DARTMOUTH College's alumni support is near the top in all categories, it is disclosed in an American Alumni Council survey for 1960-61. Dartmouth alumni, with total giving of $4,388,641, ranked sixth in the nation, surpassed only by Yale, Harvard, Princeton, M.I.T., and Stanford. Among major institutions, Dartmouth was third in alumni fund participation with 68.8%, compared with Mt. Holyoke's 75.1% and Princeton's 70.7%. Dartmouth was ninth in total number of alumni donors (19,022) and in the number of alumni fund contributors (18,858), despite the much larger alumni bodies of the institutions in its category. The AAC reported a record high in alumni support of higher education in 1960-61; its survey of 927 colleges and universities reported $196 million contributed by 1,739,000 alumni.
Two large academic gatherings in Hanover last month brought 400 members of the American Society for Engineering Education to town on October 12-13 and some 200 members of the American Mathematical Society to town on October 27. Early this month, November 2-3, a regional meeting of the American College of Physicians will be attended by approximately 150 members.
Dartmouth's 1962-63 concert series opens in Webster Hall on December 4 with "Rapsodia Romina," presented by the Roumanian National Folk Ensemble and the Barbu Lautaru Orchestra from Bucharest, making their first tour of this country. Four succeeding concerts will be given by the NDR Symphony Orchestra of Hamburg on January 10, the Lucerne Festival of Strings on February 14, pianist Gary Graffman on March 5, and Metropolitan Opera soprano Anna Moffo on April 23.
Visitors to the Orozco Frescoes in Baker Library can now hear a taperecorded description of the paintings while looking at them. Two listening posts, each with four telephone-type outlets, are in operation. By picking up one of the handsets and pressing a button the visitor can activate the transmitter. The text of the recording is based on writings of the late Prof. Artemas Packard of the Art Department.

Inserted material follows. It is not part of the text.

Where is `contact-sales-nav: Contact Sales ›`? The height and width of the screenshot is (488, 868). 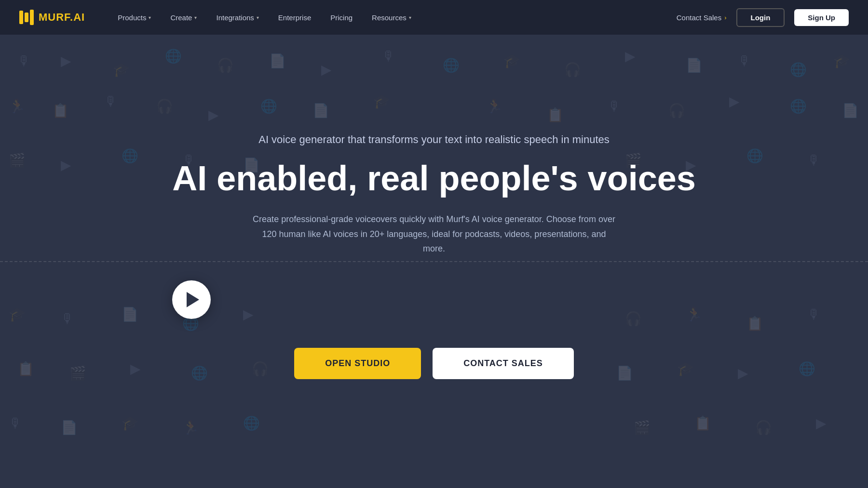 contact-sales-nav: Contact Sales › is located at coordinates (702, 17).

Elsewhere in Dartmouth's world of machines, this sign is tacked above a Math Department computer: "ACHTUNG! Alles Lookenspeepers: Das computenmachine is nicht fur gefingerpoken und mittenbraggen. Is easy schnappen der springenwerk, blowenfusen, und poppencorken mit spitzensparken. Is nicht fur gewerken by das dumkopfen. Das rubbernecken sightseeren keepen hands in das pockets, relaxen, and watchen das blinkenlights."